This Day in History – Dec 12
Today is the 346th day of 2014. There are 19 days left in the year.
TODAY’S HIGHLIGHT
1953: US test pilot Chuck Yeager reaches Mach 2.3 (2.3 times the speed of sound) in a Bell X-1A rocket plane.
OTHER EVENTS
1574: Murad III succeeds as Sultan of Turkey on death of Selim II.
1642: Dutch navigator Abel Tasman discovers New Zealand.
1800: Washington, DC, is established as the capital of the United States.
1804: Spain declares war on Britain.
1870: Joseph H Rainey of South Carolina takes his seat in the US House of Representatives, becoming the first black congressman.
1899: African-American George Grant receives the first patent for a golf tee.
1913: The Mona Lisa is recovered in Italy, two years after it was stolen from the Louvre museum in Paris.
1937: Japanese aircraft sinks the US gunboat Panay on China’s Yangtze River. Japan later apologises and pays $2.2 million in reparations.
1946: A UN committee votes to accept a six-block tract of Manhattan real estate offered as a gift by John D Rockefeller Jr to be the site of UN headquarters.
1963: Kenya becomes independent within British Commonwealth and a republic a year later.
1985: An Arrow Air charter flight crashes after take-off from Gander, Newfoundland, killing 248 American soldiers and eight crew members.
1993: President Boris Yeltsin wins approval of his new constitution, but extreme nationalists and Communists make a strong showing in Russia’s first multiparty elections since the 1917 Revolution.
1997: Russia reaches an agreement with the International Monetary Fund for $1.7 billion in loans, giving the state a chance to pay back wages to millions of public employees.
1999: A Maltese-registered tanker, the Erika, breaks in two during a violent sea storm off the northwest coast of France, spilling some 3 million gallons (11.4 million litres) of heavy oil.
2000: The US Supreme Court reverses the Florida Supreme Court’s order to begin manual recounts of presidential votes in certain counties and Democrat Al Gore concedes defeat to Republican George W Bush.

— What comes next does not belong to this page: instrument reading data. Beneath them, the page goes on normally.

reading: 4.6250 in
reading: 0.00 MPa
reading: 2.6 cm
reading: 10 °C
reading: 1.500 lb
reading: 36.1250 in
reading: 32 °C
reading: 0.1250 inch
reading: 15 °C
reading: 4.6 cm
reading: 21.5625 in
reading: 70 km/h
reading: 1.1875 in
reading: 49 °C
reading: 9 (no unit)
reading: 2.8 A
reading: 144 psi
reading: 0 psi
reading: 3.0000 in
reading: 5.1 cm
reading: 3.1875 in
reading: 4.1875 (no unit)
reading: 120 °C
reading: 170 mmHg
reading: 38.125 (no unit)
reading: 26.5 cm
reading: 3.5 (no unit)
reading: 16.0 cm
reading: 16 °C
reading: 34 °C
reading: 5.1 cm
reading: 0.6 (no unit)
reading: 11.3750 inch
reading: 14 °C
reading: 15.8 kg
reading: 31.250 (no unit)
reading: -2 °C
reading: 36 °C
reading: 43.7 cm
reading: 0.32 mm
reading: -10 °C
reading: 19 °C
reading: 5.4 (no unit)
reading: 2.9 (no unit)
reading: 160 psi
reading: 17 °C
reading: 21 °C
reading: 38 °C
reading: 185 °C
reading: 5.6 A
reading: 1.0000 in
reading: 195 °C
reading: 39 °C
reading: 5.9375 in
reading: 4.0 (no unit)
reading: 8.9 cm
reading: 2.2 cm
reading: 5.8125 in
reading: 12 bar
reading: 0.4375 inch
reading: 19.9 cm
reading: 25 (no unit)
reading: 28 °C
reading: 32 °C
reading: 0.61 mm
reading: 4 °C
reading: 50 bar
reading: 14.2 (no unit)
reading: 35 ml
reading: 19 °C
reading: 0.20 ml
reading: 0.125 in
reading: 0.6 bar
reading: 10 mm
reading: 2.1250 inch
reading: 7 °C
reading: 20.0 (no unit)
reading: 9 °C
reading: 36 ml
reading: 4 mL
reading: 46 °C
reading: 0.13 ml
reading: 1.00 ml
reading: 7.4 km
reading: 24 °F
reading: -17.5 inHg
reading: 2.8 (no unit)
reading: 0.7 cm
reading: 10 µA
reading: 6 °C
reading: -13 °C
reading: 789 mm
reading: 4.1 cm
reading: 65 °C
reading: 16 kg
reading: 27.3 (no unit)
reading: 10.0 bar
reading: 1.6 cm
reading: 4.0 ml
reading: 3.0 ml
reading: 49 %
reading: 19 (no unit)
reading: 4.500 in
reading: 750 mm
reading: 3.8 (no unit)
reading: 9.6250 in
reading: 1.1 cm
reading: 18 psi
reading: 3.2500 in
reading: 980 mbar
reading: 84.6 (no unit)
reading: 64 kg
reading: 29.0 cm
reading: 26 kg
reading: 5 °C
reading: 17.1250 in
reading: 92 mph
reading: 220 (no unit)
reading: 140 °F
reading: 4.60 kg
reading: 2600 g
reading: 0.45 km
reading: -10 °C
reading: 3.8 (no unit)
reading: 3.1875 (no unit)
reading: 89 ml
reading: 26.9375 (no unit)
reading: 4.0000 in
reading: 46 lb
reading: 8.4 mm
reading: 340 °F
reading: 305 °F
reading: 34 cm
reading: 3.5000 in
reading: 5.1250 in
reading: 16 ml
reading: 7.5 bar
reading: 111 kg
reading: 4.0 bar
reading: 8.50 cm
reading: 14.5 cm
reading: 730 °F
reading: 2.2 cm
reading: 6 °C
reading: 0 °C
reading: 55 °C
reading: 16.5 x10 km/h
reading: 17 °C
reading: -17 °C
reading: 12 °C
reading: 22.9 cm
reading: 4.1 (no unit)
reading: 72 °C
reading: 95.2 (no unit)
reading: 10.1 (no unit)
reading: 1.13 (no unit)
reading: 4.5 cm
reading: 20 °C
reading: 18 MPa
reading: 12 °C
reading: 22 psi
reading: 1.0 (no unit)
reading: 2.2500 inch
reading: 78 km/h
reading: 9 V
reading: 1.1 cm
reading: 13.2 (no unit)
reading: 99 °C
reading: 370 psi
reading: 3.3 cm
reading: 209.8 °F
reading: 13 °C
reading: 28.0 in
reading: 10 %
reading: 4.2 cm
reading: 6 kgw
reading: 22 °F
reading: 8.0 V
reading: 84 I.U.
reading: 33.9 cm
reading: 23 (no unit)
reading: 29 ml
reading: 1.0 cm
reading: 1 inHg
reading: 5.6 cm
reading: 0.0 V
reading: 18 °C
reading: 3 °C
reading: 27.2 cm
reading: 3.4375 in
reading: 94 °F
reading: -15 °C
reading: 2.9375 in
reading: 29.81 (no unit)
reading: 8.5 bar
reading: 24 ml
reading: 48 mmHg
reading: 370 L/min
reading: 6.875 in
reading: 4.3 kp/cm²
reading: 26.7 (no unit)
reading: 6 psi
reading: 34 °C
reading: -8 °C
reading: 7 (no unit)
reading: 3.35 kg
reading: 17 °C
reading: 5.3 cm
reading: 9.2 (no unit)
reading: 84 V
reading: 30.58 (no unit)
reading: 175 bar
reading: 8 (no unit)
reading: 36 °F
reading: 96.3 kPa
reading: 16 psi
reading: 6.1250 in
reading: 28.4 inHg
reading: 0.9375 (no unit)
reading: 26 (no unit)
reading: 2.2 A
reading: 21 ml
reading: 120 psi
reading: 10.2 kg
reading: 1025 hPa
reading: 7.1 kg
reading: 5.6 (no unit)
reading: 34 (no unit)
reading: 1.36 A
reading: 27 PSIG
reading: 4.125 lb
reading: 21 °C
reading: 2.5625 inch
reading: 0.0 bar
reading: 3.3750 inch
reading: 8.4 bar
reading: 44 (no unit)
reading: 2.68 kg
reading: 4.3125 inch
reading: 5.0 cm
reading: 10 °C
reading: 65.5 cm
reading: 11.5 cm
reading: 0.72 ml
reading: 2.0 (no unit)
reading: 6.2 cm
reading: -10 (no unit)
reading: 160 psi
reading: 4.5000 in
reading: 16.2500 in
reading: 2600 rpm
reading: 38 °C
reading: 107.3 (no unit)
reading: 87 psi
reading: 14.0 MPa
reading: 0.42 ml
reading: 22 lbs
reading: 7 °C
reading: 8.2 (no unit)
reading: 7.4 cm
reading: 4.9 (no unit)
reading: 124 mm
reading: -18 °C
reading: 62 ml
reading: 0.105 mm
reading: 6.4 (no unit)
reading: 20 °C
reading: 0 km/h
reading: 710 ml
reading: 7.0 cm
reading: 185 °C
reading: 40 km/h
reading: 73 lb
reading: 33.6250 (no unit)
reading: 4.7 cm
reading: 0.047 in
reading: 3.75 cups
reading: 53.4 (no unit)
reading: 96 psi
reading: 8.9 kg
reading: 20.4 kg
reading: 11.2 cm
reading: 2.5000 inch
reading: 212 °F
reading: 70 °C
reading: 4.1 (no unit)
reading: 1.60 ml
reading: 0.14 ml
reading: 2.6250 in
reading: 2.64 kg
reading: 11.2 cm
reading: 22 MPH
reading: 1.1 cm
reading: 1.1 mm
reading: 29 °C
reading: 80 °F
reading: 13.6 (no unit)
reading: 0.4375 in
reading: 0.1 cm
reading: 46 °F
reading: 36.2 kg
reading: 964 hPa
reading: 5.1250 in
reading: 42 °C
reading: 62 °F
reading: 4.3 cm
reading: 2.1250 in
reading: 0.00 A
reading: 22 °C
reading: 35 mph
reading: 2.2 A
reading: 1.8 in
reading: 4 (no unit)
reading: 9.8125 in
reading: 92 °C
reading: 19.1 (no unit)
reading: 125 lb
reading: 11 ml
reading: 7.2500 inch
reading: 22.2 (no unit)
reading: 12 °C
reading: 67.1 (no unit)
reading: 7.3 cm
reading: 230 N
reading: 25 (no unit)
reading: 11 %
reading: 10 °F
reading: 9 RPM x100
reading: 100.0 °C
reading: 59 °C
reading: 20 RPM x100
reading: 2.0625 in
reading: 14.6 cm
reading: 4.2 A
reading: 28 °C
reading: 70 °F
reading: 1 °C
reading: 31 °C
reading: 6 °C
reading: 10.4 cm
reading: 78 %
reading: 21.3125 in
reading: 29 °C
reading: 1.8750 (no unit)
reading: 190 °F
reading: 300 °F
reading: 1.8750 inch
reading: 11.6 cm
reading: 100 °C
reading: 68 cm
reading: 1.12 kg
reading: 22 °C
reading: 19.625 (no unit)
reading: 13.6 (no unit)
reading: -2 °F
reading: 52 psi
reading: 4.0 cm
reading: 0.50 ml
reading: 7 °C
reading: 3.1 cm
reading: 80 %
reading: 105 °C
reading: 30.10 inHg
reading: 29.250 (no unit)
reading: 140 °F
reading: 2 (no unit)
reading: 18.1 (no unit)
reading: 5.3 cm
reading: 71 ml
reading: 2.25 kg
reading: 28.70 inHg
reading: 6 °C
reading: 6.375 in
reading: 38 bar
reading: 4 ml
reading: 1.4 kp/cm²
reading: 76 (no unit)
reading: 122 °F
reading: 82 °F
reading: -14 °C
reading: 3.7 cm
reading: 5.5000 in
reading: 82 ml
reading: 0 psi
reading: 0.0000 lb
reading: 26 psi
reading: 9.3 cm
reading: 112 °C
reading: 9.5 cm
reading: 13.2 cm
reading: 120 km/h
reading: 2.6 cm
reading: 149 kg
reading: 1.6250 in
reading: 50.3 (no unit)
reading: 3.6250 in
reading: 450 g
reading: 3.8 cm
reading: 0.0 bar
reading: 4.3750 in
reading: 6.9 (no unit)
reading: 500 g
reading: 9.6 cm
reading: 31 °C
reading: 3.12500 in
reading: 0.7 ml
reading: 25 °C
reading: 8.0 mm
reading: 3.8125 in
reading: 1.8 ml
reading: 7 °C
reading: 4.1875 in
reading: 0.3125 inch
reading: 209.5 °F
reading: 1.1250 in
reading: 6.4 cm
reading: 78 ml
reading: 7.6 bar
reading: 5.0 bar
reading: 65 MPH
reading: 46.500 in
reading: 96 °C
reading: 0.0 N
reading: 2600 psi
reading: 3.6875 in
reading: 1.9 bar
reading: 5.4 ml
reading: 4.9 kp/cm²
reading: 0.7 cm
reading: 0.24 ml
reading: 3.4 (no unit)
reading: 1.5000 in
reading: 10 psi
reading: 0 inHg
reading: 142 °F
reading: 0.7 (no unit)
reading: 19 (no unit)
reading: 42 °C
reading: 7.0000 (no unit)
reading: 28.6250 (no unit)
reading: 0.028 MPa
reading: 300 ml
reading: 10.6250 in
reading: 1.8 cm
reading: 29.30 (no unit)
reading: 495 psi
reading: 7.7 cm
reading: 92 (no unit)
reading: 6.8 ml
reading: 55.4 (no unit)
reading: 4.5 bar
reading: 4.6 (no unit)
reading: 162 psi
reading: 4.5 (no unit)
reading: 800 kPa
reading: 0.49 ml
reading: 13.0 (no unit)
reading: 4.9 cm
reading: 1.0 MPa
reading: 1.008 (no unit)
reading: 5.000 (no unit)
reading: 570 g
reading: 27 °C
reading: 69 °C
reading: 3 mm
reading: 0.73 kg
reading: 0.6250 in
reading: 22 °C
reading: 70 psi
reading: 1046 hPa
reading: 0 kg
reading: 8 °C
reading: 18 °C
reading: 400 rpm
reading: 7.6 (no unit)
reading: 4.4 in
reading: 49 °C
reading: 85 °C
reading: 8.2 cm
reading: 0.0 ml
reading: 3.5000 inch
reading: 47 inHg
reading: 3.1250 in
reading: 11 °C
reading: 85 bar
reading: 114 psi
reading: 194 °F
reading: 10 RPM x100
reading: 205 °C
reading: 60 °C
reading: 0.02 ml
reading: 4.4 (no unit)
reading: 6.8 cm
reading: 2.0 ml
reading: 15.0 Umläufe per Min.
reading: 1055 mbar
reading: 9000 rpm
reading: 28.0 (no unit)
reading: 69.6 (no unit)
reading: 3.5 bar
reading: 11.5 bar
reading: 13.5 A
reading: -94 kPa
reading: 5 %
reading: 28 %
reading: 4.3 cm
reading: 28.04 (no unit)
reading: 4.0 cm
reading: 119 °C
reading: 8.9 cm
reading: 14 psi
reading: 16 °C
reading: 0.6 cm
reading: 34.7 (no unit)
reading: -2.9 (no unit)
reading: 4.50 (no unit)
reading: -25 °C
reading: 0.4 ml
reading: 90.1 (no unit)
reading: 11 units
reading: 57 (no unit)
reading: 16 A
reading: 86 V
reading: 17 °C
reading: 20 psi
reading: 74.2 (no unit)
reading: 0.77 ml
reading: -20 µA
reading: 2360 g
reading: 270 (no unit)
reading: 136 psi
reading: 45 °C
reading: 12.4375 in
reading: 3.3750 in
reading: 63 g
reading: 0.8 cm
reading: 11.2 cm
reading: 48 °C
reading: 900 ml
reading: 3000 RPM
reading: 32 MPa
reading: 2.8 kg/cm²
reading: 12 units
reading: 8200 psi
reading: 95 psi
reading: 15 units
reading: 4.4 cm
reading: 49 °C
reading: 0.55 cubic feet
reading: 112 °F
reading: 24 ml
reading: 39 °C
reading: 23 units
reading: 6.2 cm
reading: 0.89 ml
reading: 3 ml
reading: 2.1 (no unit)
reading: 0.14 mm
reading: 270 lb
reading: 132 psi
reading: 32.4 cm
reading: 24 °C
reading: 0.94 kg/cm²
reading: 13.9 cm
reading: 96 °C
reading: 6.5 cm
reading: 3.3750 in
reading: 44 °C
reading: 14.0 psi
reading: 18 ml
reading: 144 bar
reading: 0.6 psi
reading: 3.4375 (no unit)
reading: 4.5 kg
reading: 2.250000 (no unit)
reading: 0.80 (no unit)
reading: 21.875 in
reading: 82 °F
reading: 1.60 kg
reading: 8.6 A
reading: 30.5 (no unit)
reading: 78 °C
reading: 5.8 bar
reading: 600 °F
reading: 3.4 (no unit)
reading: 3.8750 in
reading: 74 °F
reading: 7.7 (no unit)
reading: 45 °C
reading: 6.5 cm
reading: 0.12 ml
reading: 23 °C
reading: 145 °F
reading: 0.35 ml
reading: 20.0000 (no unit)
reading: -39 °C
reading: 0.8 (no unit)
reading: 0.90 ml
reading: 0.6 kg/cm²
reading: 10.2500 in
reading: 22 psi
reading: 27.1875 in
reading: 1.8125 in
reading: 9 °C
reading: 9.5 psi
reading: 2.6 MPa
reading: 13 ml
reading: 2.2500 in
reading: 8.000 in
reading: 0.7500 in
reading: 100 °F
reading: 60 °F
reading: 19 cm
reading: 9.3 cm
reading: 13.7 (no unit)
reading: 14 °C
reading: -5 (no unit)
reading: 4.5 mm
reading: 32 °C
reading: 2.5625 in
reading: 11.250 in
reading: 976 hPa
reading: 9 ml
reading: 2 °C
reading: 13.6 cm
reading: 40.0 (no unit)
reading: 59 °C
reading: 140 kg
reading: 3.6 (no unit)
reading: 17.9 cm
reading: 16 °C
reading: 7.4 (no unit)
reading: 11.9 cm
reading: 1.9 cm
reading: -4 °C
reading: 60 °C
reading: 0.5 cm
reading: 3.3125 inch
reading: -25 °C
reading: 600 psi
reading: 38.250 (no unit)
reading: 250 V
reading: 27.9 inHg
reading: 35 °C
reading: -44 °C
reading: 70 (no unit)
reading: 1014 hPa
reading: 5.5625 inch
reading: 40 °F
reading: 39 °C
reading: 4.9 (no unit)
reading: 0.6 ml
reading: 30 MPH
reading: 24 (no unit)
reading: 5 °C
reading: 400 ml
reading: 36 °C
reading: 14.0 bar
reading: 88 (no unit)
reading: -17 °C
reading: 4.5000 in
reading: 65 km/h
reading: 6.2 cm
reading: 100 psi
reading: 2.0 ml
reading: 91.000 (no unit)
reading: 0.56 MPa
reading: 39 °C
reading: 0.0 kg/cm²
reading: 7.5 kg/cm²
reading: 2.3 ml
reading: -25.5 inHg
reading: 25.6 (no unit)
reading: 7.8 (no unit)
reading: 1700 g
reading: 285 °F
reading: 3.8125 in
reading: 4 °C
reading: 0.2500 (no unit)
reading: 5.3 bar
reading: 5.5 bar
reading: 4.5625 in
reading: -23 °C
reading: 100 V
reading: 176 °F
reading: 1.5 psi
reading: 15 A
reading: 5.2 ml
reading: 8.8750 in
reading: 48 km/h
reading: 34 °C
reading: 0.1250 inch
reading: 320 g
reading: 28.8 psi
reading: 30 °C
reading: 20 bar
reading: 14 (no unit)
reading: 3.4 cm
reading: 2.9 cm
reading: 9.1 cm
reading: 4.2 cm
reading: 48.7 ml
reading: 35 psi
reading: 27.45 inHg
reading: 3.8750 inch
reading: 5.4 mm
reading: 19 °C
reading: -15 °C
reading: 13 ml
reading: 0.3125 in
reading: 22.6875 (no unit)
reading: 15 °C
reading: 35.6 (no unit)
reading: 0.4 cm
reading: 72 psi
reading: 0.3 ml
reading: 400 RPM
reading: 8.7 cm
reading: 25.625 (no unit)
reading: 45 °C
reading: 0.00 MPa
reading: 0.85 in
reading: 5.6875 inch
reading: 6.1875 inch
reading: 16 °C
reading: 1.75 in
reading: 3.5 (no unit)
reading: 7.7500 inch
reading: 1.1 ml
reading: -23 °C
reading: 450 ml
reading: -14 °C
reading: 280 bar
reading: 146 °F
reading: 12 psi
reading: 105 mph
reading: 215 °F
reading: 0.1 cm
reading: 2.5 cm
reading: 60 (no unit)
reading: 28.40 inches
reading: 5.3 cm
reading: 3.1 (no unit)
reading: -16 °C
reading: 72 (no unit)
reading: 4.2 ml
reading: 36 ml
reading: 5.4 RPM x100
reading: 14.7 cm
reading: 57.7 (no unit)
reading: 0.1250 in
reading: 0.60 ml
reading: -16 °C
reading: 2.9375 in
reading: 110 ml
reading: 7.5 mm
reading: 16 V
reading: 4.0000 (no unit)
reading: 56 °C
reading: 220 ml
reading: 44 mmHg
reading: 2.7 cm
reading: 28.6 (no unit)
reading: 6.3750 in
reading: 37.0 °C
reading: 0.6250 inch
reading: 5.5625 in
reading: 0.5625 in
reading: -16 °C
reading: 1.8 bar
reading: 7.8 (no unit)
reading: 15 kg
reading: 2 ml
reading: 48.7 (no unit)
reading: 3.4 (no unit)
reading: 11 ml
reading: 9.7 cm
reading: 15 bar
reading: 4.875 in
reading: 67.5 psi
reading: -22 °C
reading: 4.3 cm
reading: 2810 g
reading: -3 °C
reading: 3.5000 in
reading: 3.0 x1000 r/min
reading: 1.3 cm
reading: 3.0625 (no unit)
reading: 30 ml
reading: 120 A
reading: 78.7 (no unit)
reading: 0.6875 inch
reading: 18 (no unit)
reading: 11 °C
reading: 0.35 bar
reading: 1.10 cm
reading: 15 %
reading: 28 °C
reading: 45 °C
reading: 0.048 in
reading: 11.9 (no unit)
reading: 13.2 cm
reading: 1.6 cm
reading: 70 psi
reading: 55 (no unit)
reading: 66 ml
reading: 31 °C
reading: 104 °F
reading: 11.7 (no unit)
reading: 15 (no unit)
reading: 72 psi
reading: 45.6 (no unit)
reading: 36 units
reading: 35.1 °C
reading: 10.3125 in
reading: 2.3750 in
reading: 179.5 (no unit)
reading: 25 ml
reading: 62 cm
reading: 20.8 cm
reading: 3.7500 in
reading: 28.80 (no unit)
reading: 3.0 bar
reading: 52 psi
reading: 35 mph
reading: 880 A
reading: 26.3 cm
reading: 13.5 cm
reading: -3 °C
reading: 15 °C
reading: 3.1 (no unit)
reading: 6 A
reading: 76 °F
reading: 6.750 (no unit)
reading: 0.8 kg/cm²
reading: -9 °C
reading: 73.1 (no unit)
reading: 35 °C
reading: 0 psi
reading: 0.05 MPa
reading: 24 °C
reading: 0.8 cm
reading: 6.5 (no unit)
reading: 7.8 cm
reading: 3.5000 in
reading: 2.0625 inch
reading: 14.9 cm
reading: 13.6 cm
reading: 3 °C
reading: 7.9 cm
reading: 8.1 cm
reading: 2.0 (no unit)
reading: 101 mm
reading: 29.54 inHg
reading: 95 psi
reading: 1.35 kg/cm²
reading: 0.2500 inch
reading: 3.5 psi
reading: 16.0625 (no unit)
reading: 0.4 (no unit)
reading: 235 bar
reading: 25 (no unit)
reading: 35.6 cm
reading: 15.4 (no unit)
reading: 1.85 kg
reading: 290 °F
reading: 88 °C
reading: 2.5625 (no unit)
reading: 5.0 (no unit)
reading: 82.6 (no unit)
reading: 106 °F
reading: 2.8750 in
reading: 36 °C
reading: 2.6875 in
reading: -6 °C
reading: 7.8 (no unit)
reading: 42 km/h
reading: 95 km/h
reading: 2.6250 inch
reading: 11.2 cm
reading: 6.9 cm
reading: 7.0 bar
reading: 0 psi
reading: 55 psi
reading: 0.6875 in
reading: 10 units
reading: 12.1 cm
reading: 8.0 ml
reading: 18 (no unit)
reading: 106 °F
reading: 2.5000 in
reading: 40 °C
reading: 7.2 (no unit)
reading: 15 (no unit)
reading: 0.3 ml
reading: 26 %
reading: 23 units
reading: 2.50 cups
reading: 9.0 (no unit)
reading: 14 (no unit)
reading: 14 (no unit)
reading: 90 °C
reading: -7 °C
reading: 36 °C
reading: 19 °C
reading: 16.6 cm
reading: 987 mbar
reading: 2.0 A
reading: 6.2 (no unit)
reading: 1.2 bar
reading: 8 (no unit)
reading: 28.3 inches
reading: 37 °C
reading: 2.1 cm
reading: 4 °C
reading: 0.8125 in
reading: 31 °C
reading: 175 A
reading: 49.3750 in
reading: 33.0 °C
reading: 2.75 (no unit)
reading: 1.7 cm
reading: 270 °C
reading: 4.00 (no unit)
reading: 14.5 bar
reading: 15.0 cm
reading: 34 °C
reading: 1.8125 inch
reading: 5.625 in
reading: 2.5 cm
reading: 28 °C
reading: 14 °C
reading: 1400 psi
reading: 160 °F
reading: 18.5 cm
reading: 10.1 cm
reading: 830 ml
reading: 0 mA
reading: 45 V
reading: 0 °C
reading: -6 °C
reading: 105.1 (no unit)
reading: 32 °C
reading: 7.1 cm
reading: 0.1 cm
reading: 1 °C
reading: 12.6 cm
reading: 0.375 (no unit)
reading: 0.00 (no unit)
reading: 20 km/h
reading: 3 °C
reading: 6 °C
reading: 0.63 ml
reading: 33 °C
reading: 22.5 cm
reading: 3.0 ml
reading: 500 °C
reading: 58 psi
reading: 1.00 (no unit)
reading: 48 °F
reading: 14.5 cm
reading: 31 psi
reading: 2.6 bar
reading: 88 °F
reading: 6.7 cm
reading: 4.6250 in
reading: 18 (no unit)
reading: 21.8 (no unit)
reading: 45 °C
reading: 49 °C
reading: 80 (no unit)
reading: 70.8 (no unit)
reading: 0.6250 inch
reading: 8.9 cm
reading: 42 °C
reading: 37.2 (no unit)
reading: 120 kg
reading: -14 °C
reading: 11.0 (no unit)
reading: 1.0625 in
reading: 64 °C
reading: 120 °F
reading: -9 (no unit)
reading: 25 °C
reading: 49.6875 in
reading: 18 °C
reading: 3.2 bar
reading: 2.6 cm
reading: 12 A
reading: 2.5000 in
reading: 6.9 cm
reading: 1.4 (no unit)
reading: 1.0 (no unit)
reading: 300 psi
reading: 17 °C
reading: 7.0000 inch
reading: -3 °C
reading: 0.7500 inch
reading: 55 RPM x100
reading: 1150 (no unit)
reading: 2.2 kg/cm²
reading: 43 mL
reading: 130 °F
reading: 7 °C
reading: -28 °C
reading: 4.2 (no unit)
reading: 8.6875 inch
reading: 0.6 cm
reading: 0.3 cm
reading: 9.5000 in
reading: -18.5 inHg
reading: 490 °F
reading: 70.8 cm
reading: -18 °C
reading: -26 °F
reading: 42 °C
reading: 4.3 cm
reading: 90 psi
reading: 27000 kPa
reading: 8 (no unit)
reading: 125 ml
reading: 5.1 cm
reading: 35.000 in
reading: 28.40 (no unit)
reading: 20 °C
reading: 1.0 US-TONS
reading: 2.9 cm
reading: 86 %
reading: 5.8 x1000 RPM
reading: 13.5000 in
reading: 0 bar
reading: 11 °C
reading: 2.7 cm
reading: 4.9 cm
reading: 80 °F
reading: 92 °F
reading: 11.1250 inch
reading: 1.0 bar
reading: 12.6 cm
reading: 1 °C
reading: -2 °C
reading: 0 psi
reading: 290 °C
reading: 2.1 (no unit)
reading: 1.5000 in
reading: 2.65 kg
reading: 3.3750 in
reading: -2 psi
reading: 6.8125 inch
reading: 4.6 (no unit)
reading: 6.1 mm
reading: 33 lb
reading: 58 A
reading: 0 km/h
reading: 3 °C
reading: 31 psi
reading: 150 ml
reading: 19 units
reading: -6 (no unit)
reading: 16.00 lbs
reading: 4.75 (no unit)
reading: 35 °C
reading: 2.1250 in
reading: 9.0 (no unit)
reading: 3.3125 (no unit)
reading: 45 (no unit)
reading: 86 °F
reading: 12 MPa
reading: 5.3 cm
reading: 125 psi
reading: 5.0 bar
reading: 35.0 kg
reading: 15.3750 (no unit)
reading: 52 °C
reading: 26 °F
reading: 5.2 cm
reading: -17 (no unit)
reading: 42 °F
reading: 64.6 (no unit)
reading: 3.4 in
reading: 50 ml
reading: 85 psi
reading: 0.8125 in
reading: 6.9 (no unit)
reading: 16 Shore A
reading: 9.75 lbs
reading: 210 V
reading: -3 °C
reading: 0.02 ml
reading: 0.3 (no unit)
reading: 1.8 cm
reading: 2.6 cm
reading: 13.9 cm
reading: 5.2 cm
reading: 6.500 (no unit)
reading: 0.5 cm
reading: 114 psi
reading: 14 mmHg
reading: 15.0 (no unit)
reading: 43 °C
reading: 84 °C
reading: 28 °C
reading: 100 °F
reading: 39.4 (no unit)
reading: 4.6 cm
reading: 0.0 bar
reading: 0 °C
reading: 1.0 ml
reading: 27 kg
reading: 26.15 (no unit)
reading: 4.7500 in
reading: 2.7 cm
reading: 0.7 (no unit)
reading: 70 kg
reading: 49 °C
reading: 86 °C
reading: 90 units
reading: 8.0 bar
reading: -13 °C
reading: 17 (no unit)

2003: Germany says it will build a national memorial to homosexuals persecuted or killed under the Nazis, complementing the planned German memorial to the 6 million Jews who died in the Holocaust. An estimated 10,000 to 15,000 gay men were deported to concentration camps, where few survived.
2006: Ethiopian dictator Mengistu Haile Mariam, known as “the butcher of Addis Ababa,” is convicted of genocide in a rare case of an African strongman being held to account by his own country.
2009: Emails stolen from climate scientists show they stonewalled sceptics and discussed hiding data — but the messages do not support claims that the science of global warming was faked.
2010: Israel’s leader dismisses a call from a key government partner to share the holy city of Jerusalem with the Palestinians, a reminder of the obstacles facing already troubled peacemaking efforts.
2012: North Korea successfully launches its first satellite into space, heightening concerns it has moved one step closer to being capable of lobbing nuclear bombs over the Pacific.
2013: The sign language interpreter at Nelson Mandela’s memorial says he suffers from schizophrenia and hallucinated while gesturing incoherently just three feet (one metre) away from President Barack Obama and other world leaders, outraging deaf people worldwide who said his signs amounted to gibberish.